There’s no official documentation on who did it and when it happened, but the original carriage road that cut across what is now the row of trees was closed in 1807, and researchers believe the trees were planted about 80 feet apart sometime between 1820 and 1836. It’s just one example, Loeber says, of how what we know about the plantation’s history continues to evolve as researchers uncover new information.
“The visitor experience is important to us and sharing correct information is important to us,” she says. “Our mission states for us to preserve, research and educate the public, and slavery was a part of Oak Alley’s history at the time it was built, so it’s our responsibility to research that and educate on it. But it’s important to us not to speculate or generalize. We’re not here to give the full history of slavery because it is so complex.”
Besides the guided home tour, guests can do a self-paced tour on their own. Site interpreters mingle with visitors to answer questions and spur conversations. A new guidebook published in May and available at the property provides an overview of that history from the early 1800s to the creation of the foundation in 1969.

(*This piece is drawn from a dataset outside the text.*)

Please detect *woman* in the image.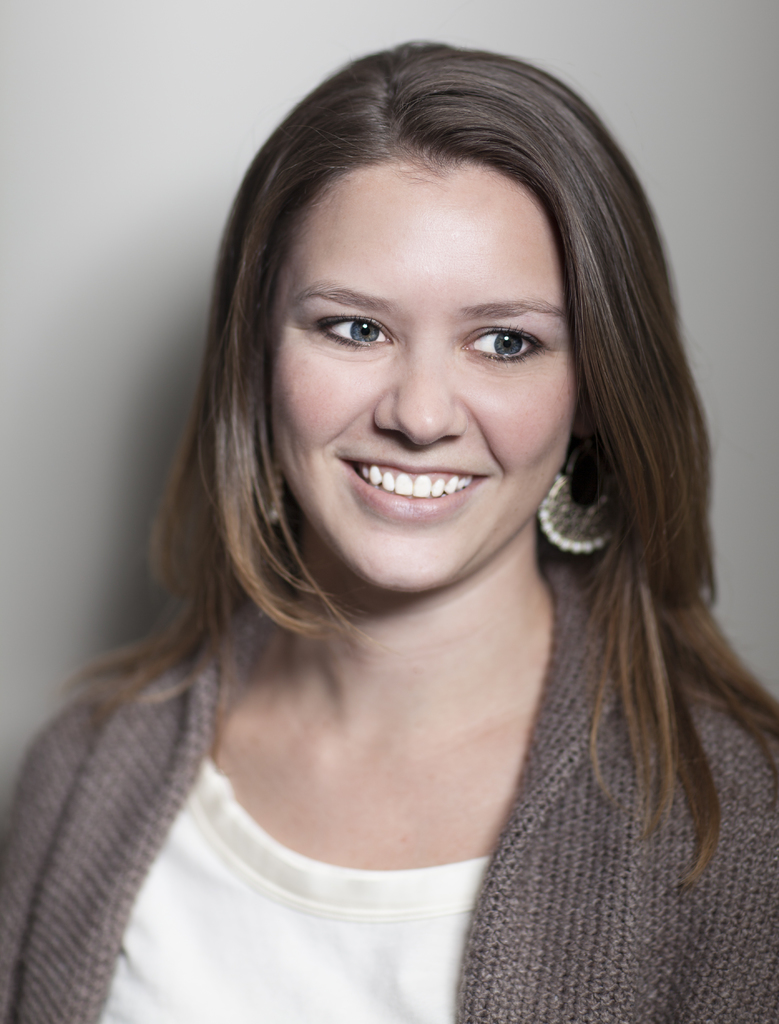
bbox(10, 40, 778, 1023).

“When visitors come, it’s not just a house tour, because a house is not a plantation,” Loeber says. “We want them to understand all aspects of the history, and slavery was a very integral part of that.”
If You Go
Getting there:
Oak Alley Plantation is more than a seven-hour drive from Austin. Located at 3645 Highway 18 in Vacherie, it’s about an hour’s drive south of Baton Rouge. Admission to the grounds is $25 for adults or $10 for ages 13 to 18, with a $2 additional charge for a home tour starting in August. Beginning in August, visitors may book tickets for specific times in advance online. The plantation is open from 9 a.m. until 5 p.m. daily (closed major holidays). For more information go to www.oakalleyplantation.com.
Stay:
Overnight lodging is available in one- and two-bedroom cottages on the plantation grounds. Rates range from $150-$325 per night, and breakfast is included.
Do:
Other historic plantations, including Laura Plantation and Houmas House, are located nearby. Visitors can also take airboat tours, rent kayaks, or look for alligators with local tour providers, or sign up to take a Cajun cooking class in Vacherie with Spuddy’s.
Eat & Drink
The onsite restaurant at Oak Alley is open for breakfast and lunch, but not dinner. Pre-prepared meals (think gumbo, crawfish etouffee or red beans and rice) are available to reheat in your room. Better yet, head to New Orleans!
Pro tip:
Be prepared for heat, humidity and rain. Temperatures might only reach the upper 80s, but it will feel hotter. Carry an umbrella.